I'm sure there's space out there (puns not intended) for a Kim Stanley Robinson-esque epic/series about the colonisation of Venus, but for now I must say that Bova has slotted together a quite impressive story-driven narrative with this book. It's a *tale*, as opposed to a piece of techno- or sociologically-centred literature, as KSR might write.
Quite unlike his two "Mars" books, the tale is one of unremitting corruption, greed, violence, and death, these facets almost unsettling in their explicit profuseness. The hero is a weakling, whose main character advancement is to prove himself otherwise to a ship-full of brash, macho survivors he finds himself marooned with, when he is rescued from the death of his own ship high in Venus' cloud-tops.
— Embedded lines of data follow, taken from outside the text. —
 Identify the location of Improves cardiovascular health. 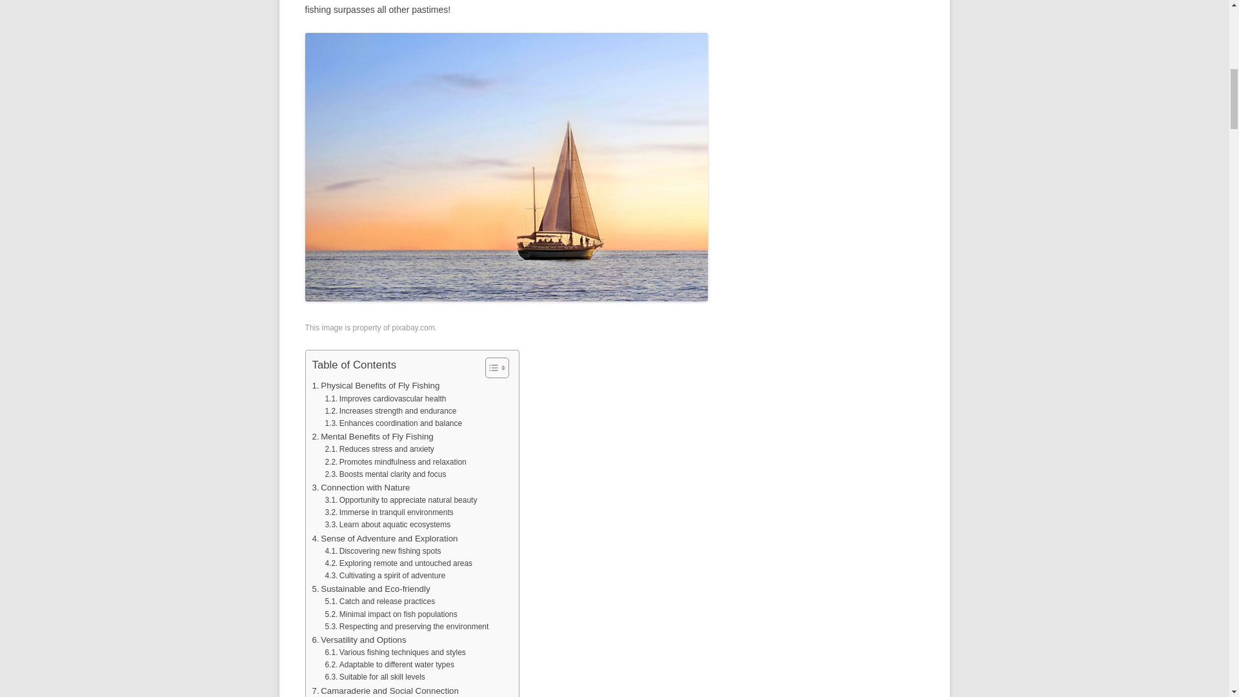
(385, 399).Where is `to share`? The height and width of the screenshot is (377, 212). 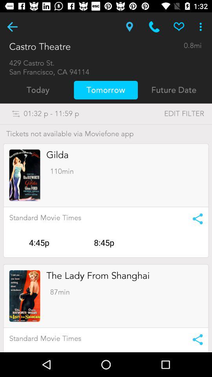 to share is located at coordinates (195, 339). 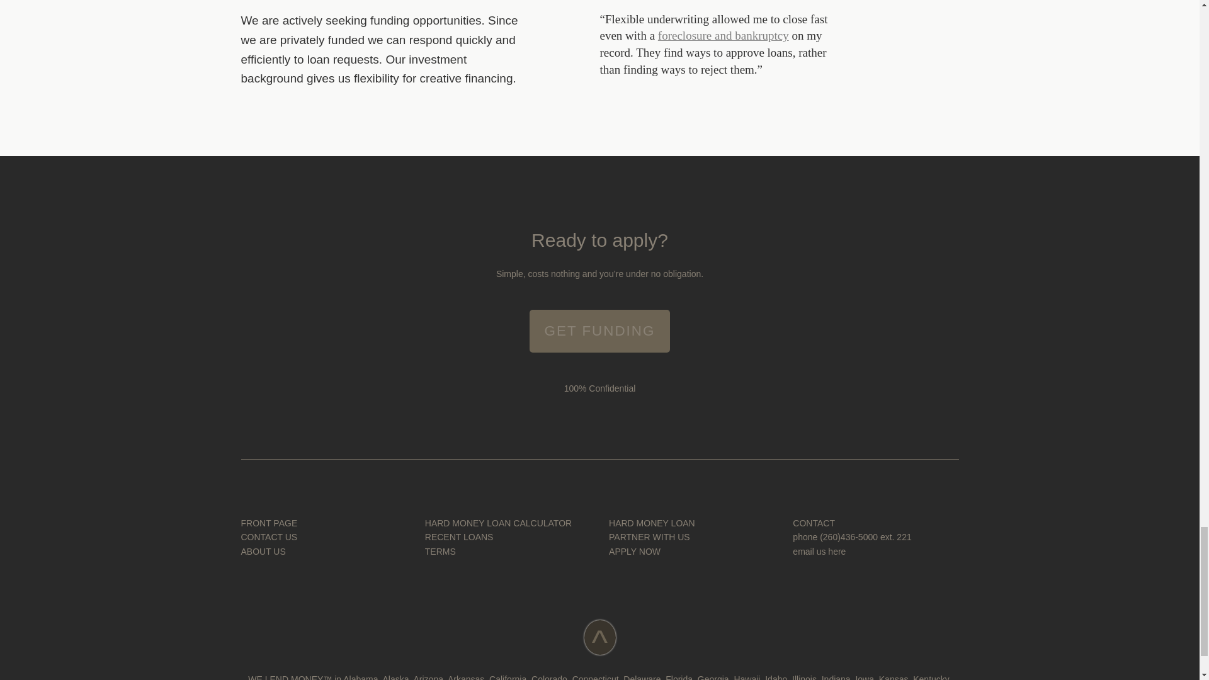 What do you see at coordinates (263, 552) in the screenshot?
I see `ABOUT US` at bounding box center [263, 552].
The gore and sex-soaked contents are almost-but-not-quite sickening, and anyway manage to portray enough of a moral message to excuse them. The central conceit swinging around hatred, rejection and family loyalties is exceedingly well done. And there's a twist towards the close which, although well-executed, is distinctly lifted from a well-known film I could name...
The make-up of the book seems to encapsulate the planet: hellishly gripping, morally corrosive, thick and murky and unremittingly hostile, turning up the heat the deeper down you go. Soaked in familial loathing, death and greed. Which of course gives it a certain appeal. And the ending is thoroughly bittersweet. Bravo!
A nearly unrecognised masterpiece, in my opinion, like so much other hard SF. Four point five stars.